* The first rule of organizing is to pack too many people into too small of a room. The Sears Center in Hoffman Estates holds 10,000 people. But Right Nation 2010 organizers said only 5,500 tickets were sold. Conservative blogger Warner Todd Huston estimated attendance last night at
just 3,000.
I e-mailed a reporter friend of mine who was there to ask him how the attendance looked inside and he responded: “Lots of empty seats.” So, I asked him if he could snap a photo of the crowd. Here’s his response via e-mail…
No pictures of the audience allowed or credentials revoked and you are escorted out. My blackberry wouldn’t be able to get it in the dark here and my photog just told me he didn’t want to get thrown out.
Kinda harsh.
The reporters didn’t seem to react unkindly to that silly rule, however. Media coverage ignored the empty seats and focused on the event itself and the protest outside.
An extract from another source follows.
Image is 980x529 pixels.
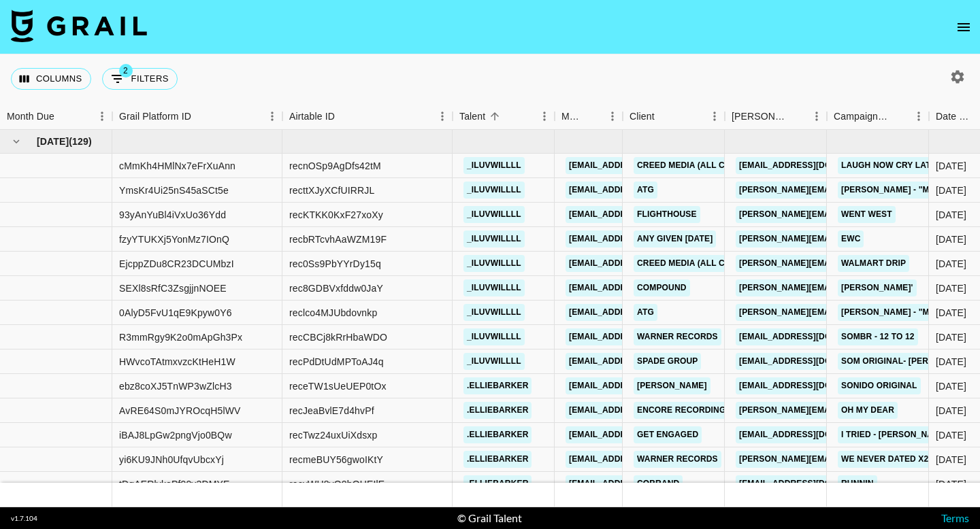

Here’s a roundup…
“We’re doing well in the polls, but we want you to think we’re down,” Brady said, before referencing Chicago’s history of vote fraud. “There’s one city that might steal four or five points from me on the night before the election. . . . We need your help.”
[Breitbart] screamed that they must be union members who had been duped into protesting.
“Do you even know what you’re protesting?” he shouted. “Who’s with SEIU [Service Employees International Union]? What union are you with?”
Breitbart rejected the protesters’ claims that they came from various religious organizations. He pointed to an anti-Beck sign with a union bug on the bottom.
Challenging one man carrying a “Beck lies’’ sign, Breitbart said: “Name me one lie he’s told.” “Probably hundreds,” the man responded.
“How is Beck a coward?” he challenged another protester with a “Beck=Coward” sign. The protester did not answer.
“We are 40 days from fundamentally changing America,'’ Beck said. “. . . What the Tea Party movement wants is an end to out-of-control spending, an end to the insanity, an end to the growth in government that is gobbling everything up.'’
He also ridiculed first lady Michelle Obama’s campaign to get people to eat healthier snacks like apples or carrots.
“Get away from my french fries, Mrs. Obama,” Beck warned. “First politician that comes up to me with a carrot stick, I’ve got a place for it. And it’s not in my tummy.”